TV Review: Zombieland

The opening sets the stage for what’s to come, in that it takes a joke and doesn’t know when to quit. A couple of obnoxious office workers have a mundane conversation about personal electronic devices and Starbucks. As they ramble on and on, the world goes to hell right behind them. People are attacked by zombies and there is carnage aplenty. They of course fail to notice everything until it is too late. It goes on for way too long and the joke is beaten to death, a problem that resurfaces frequently. 

Fast-forward two months to Los Angeles. Columbus (Tyler Ross) introduces himself and proceeds to let us know all about the rules and the current state of things. The voiceover hardly ever stops, and most of what he says is painfully obvious (“we go by the city we’re from”). It gets tedious in a hurry, as does the pilot. 

Columbus, Tallahassee (Kirk Ward), Wichita (Mairara Walsh), and Little Rock (Izabela Vidovic) are trying to make it out of L.A. A former OnStar employee named Detroit, who is a guardian angel in Zombieland, informs them that there is a safe place on the Eastern seaboard. So the group heads east as Detroit guides them to the few remaining survivors in the city. 

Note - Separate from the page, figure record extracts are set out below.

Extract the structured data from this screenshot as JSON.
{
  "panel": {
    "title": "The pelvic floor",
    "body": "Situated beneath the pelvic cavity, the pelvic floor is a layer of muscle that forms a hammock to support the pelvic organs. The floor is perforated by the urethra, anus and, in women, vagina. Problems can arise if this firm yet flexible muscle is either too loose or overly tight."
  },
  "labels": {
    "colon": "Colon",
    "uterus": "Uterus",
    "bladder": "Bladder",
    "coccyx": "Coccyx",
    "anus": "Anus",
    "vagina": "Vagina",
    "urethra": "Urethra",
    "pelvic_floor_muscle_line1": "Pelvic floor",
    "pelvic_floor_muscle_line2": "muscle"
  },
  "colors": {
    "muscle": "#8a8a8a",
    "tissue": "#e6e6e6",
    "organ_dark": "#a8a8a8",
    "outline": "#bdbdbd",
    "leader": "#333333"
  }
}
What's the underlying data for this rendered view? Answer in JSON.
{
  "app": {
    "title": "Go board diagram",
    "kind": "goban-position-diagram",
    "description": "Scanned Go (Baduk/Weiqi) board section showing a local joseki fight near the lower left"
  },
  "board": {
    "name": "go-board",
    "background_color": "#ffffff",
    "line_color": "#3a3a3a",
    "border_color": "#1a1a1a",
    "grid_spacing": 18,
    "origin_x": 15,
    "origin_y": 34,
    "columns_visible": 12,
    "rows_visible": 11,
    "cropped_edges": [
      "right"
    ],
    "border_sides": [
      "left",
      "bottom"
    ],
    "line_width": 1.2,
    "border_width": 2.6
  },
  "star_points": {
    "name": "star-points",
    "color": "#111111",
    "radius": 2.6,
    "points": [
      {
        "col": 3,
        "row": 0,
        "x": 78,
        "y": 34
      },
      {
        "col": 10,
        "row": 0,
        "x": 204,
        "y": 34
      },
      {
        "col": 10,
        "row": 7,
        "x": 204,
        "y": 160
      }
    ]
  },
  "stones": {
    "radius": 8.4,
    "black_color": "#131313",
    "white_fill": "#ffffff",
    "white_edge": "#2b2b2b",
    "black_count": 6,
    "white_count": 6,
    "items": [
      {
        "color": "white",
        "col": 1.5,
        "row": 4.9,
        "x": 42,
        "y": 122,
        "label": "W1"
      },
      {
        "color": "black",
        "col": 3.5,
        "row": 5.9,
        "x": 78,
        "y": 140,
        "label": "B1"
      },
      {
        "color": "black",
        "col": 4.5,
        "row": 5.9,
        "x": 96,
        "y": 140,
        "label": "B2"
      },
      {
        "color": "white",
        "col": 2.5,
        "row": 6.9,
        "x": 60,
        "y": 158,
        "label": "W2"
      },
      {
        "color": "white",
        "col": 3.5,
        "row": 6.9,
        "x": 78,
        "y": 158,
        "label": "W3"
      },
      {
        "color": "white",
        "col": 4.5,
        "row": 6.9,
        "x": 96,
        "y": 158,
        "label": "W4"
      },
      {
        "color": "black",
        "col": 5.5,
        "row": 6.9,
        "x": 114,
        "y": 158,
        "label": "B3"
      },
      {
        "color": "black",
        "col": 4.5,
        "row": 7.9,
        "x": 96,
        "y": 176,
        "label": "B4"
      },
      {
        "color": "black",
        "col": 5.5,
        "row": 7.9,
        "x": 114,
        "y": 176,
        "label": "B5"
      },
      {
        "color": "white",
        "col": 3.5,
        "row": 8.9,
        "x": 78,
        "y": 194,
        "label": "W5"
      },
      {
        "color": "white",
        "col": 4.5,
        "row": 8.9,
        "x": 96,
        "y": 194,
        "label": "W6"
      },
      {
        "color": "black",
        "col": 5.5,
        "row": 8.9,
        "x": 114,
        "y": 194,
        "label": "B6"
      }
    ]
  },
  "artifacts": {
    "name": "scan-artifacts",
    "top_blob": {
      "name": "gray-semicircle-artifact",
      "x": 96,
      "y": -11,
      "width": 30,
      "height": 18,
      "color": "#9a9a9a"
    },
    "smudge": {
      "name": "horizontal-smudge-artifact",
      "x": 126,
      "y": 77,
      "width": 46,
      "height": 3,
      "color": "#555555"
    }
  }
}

A running joke sees every survivor they encounter die almost immediately. It’s kind of funny once, but it’s overdone. The show also telegraphs everything and is subtle as a sledgehammer. So Tallahassee insists that this time the survivor they find will live no matter what. Guess what happens? And when they find out that the last survivors in the city are a nice old couple, and they have an extended conversation about their grandparents, do you think the nice old couple are zombies now? 

While the storytelling is clunky, the acting is even worse. Ross is mostly excruciating as the lead. Whereas Jesse Eisenberg effortlessly pulls off being sort of hapless and dopey, Ross is just annoying. He barely knows Wichita and wants to talk marriage and parenthood with her. It’s a mystery why she wants anything to do with him. Ward fares no better than Ross. Tallahassee is still a good killer, but he’s also incredibly stupid in a way that isn’t remotely believable. It’s supposed to be hilarious that he says “vagina” repeatedly, just as it’s supposed to be funny that Little Rock says “fuck” even though she’s a kid, just as it’s supposed to be funny that the aforementioned office workers curse repeatedly. None of it is funny because none of it feels natural. 

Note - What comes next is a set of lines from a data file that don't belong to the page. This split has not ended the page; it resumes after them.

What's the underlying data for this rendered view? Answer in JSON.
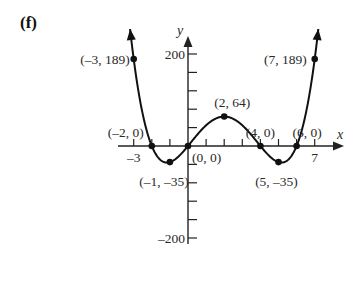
{
  "panel_label": "(f)",
  "chart_data": {
    "type": "line",
    "title": "",
    "xlabel": "x",
    "ylabel": "y",
    "function_points": [
      {
        "x": -3,
        "y": 189,
        "label": "(–3, 189)"
      },
      {
        "x": -2,
        "y": 0,
        "label": "(–2, 0)"
      },
      {
        "x": -1,
        "y": -35,
        "label": "(–1, –35)"
      },
      {
        "x": 0,
        "y": 0,
        "label": "(0, 0)"
      },
      {
        "x": 2,
        "y": 64,
        "label": "(2, 64)"
      },
      {
        "x": 4,
        "y": 0,
        "label": "(4, 0)"
      },
      {
        "x": 5,
        "y": -35,
        "label": "(5, –35)"
      },
      {
        "x": 6,
        "y": 0,
        "label": "(6, 0)"
      },
      {
        "x": 7,
        "y": 189,
        "label": "(7, 189)"
      }
    ],
    "x_tick_labels": [
      {
        "value": -3,
        "label": "–3"
      },
      {
        "value": 7,
        "label": "7"
      }
    ],
    "y_tick_labels": [
      {
        "value": 200,
        "label": "200"
      },
      {
        "value": -200,
        "label": "–200"
      }
    ],
    "x_ticks": [
      -3,
      -2,
      -1,
      1,
      2,
      3,
      4,
      5,
      6,
      7
    ],
    "y_ticks": [
      -200,
      -160,
      -120,
      -80,
      -40,
      40,
      80,
      120,
      160,
      200
    ],
    "xlim": [
      -3.3,
      8.5
    ],
    "ylim": [
      -210,
      235
    ],
    "grid": false,
    "legend": null,
    "ends_with_arrows": true
  }
}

There are a few somewhat humorous moments. Someone comments on how sweet it is when an old couple dies really close together, and a zombie-kill-of-the-week involving one of those huge Phillips 76 gas station signs are highlights. Those moments are fleeting, and they add up to maybe a minute of screen time. This is a bad pilot and you won’t get those 28 minutes back. Watch the movie instead, even if you’ve seen it already.